Former vice president Al Gore testified before the Congress on Friday that he supports a climate legislation which he says, will solve problems with the economy, climate and national security.
Democrats in Congress worked on Thursday to win over U.S. lawmakers skeptical of climate change legislation, while climate leader California took another major step with low-carbon rules on fuels that could be copied nationwide.
Residents of the Thai capital produce as much carbon pollution as New Yorkers and more than Londoners, a U.N.-backed study released on Wednesday shows.
A $6 cardboard box that uses solar power to cook food, sterilize water and could help 3 billion poor people cut greenhouse gases, has won a $75,000 prize for ideas to fight global warming.
Global warming is likely to overshoot a 2 degrees Celsius (3.6 F) rise seen by the European Union and many developing nations as a trigger for dangerous change, a Reuters poll of scientists showed on Tuesday.
China, India and other developing nations joined forces on Wednesday to urge rich countries to make far deeper cuts in greenhouse gas emissions than planned by 2020 to slow global warming.
U.S. President Barack Obama's administration promised to push for a new United Nations climate treaty on Sunday but said Washington had no magic wand and that all countries had to help.
Major cities are getting a bad rap for the disproportionately high greenhouse gases they emit even though their per capita emissions are often a fraction of the national average, a new report said on Monday.
The West Antarctic ice sheet may start to collapse if sea temperatures rise by 5 degrees Celsius (9 degrees Fahrenheit), triggering a thaw that would raise world ocean levels by 5 meters (16 ft), U.S. scientists said.
The Internet could provide an early warning system for environmental damage, imitating an online watchdog that gives alerts about outbreaks of disease, scientists said on Thursday.
A drastic climate shift such as a thaw of Greenland's ice or death of the Amazon forest is more than 50 percent likely by the year 2200 in cases of strong global warming, according to a survey of experts.
The world faces a final opportunity to agree an adequate global response to climate change at a U.N.-led meeting in Copenhagen in December, the European Union's environment chief said on Friday.
The United States and China should hold a summit featuring an agreement on climate change, helping to create international support for a new global pact by the end of 2009, a former White House adviser said on Thursday.
The world's first zero-emission polar research station opened in Antarctica on Sunday and was welcomed by scientists as proof that alternative energy is viable even in the coldest regions.
General Motors responded to President Barack Obama's address on climate policies Monday, saying it was working aggressively to develop better hybrids and electric cars to reduce emissions and improve mileage.
General Motors responded to President Barack Obama's address on climate policies Monday, saying it was working aggressively to develop better hybrids and electric cars to reduce emissions and improve mileage.
U.N. Secretary-General Ban Ki-moon urged the world on Wednesday to agree to work out a new climate treaty by 2009 but said it might be too ambitious to set goals for greenhouse gas cuts in Bali.
World's two fastest growing economies, China and India, have earned the dubious distinction of being home to some of the biggest polluting firms across the globe, according to a list published by Carbon Monitoring for Action (CARMA), a product of the Confronting Climate Change Initiative at the Center for Global Development, an independent think-tank located in Washington, DC.
China wants next month's international talks on global warming to focus on future greenhouse gas cuts by rich countries and moving more clean technology to poor countries, an official said on Thursday.
Governments must do more to fight global warming, spurred by a new U.N. scientific report and damage to nature that is already as frightening as science fiction, U.N. Secretary-General Ban Ki-moon said on Saturday.
A growing sense of urgency is pushing world leaders to agree a new treaty to fight climate change but the U.S. presidential election might still foil hopes of a deal by the end of 2009, experts say.
The U.S.-sponsored meeting of major emitting countries is aimed at supporting and accelerating the U.N. process on climate change, Secretary of State Condoleezza Rice insisted on Thursday.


Give back the records that follow exactly, images excluded.

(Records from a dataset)
○ ○ ○

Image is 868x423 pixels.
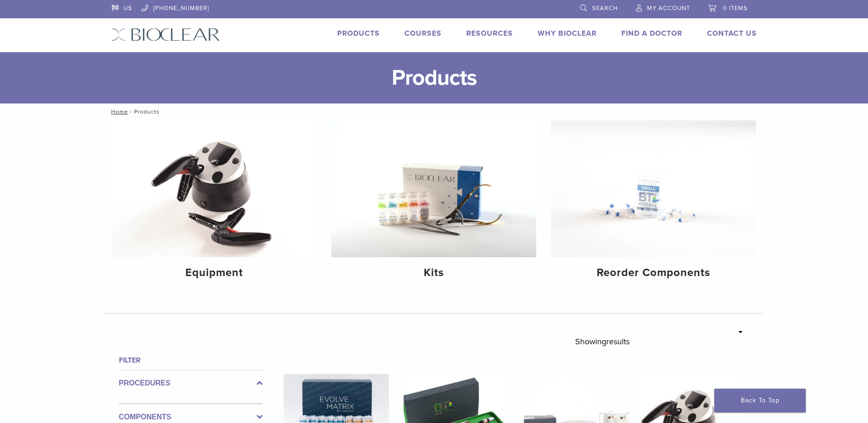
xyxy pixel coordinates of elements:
a: Kits [332,120,536,287]
a: Why Bioclear [537,29,597,38]
p: Showing results [576,332,630,351]
img: Bioclear [112,28,220,41]
a: Products [337,29,380,38]
img: Kits [332,120,536,257]
span: Search [592,5,617,12]
h4: Filter [119,355,263,366]
a: Reorder Components [550,120,756,287]
a: Courses [404,29,441,38]
span: / [129,109,134,114]
img: Equipment [112,120,317,257]
a: Contact Us [707,29,757,38]
span: My Account [647,5,690,12]
a: Home [108,108,129,115]
h4: Kits [339,265,529,281]
a: Back To Top [714,389,806,413]
a: Resources [467,29,513,38]
label: Procedures [119,377,263,389]
label: Components [119,412,263,422]
nav: Products [104,103,764,120]
h4: Equipment [119,265,310,281]
a: Equipment [112,120,317,287]
a: Find A Doctor [621,29,682,38]
span: 0 items [723,5,748,12]
h4: Reorder Components [558,265,749,281]
img: Reorder Components [550,120,756,257]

○ ○ ○

# RESULT OF THIS EXERCISE
Image is 868x423 pixels.
xyxy pixel coordinates of elements:
a: Kits [332,120,536,287]
a: Why Bioclear [537,29,597,38]
p: Showing results [576,332,630,351]
img: Bioclear [112,28,220,41]
a: Products [337,29,380,38]
img: Kits [332,120,536,257]
span: Search [592,5,617,12]
h4: Filter [119,355,263,366]
a: Reorder Components [550,120,756,287]
a: Courses [404,29,441,38]
span: / [129,109,134,114]
img: Equipment [112,120,317,257]
a: Contact Us [707,29,757,38]
span: My Account [647,5,690,12]
a: Home [108,108,129,115]
h4: Kits [339,265,529,281]
a: Back To Top [714,389,806,413]
a: Resources [467,29,513,38]
label: Procedures [119,377,263,389]
label: Components [119,412,263,422]
nav: Products [104,103,764,120]
h4: Equipment [119,265,310,281]
a: Equipment [112,120,317,287]
a: Find A Doctor [621,29,682,38]
span: 0 items [723,5,748,12]
h4: Reorder Components [558,265,749,281]
img: Reorder Components [550,120,756,257]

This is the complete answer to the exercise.